A contrarian and even idiot savant, Eleanor Tiernan's persona is that of a pity object for friends and family, but with flashes of wisdom that make her seem like the disregarded holy fools of yore. Achieved with brilliantly original, logic-askew epiphanies, she grabs you with a laugh, then gradually starts to convince you that she's the sane one and society is misguided.

When she bemoans the pointlessness and even negative impact of applying oneself to education, given that the only future with any prospects lies in reality television, it's funny but a broad satirical brush. Yet when she rails against the dropdown box options for booking an airline seat, the consequences she ascribes to each choice seem both ridiculous but also clearly grounded in long-established, undeniable sexism.

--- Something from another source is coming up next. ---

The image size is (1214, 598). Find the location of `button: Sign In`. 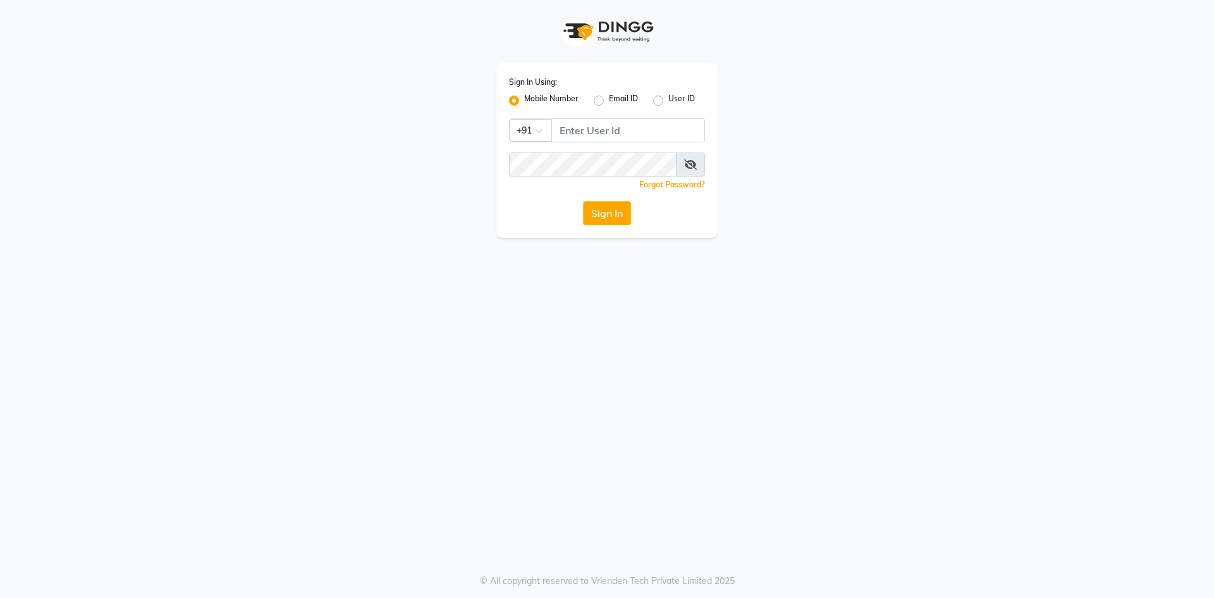

button: Sign In is located at coordinates (607, 213).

She rather stumbles through the conclusion of a tale about being a chocolate ricecake expert at her regular cafe. But the point, that staff turnover is so high in a decadent, gig economy culture that the customers know more about the business than the baristas, is solid. And it's one she satisfyingly returns to.

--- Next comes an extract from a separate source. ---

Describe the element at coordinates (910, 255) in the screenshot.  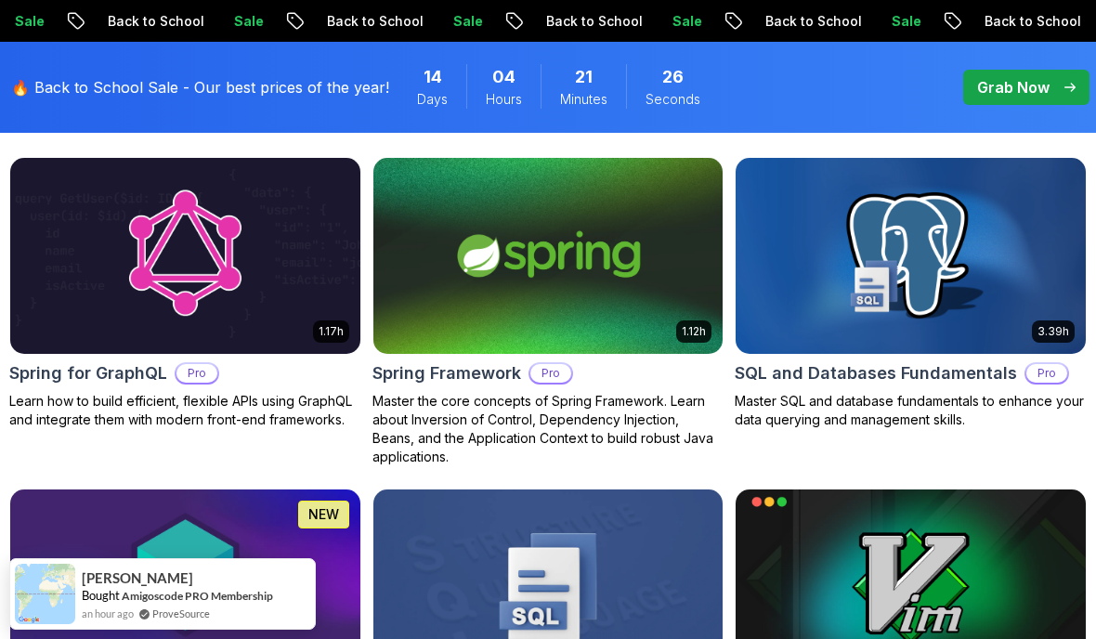
I see `img: SQL and Databases Fundamentals card` at that location.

As adept highlighting the mean girls-style motivations of Brexit, as she is mining her relationship status as a 40-something singleton deflecting questions about her broodiness, there's feeling in Tiernan's gags about being a substitute mother no-one asked for. But what initially seems relatively throwaway, combines with her crime obsession for a rare, more personal closing account that runs the gamut from stupidity to sharp, humane to topsy-turvy hilarious.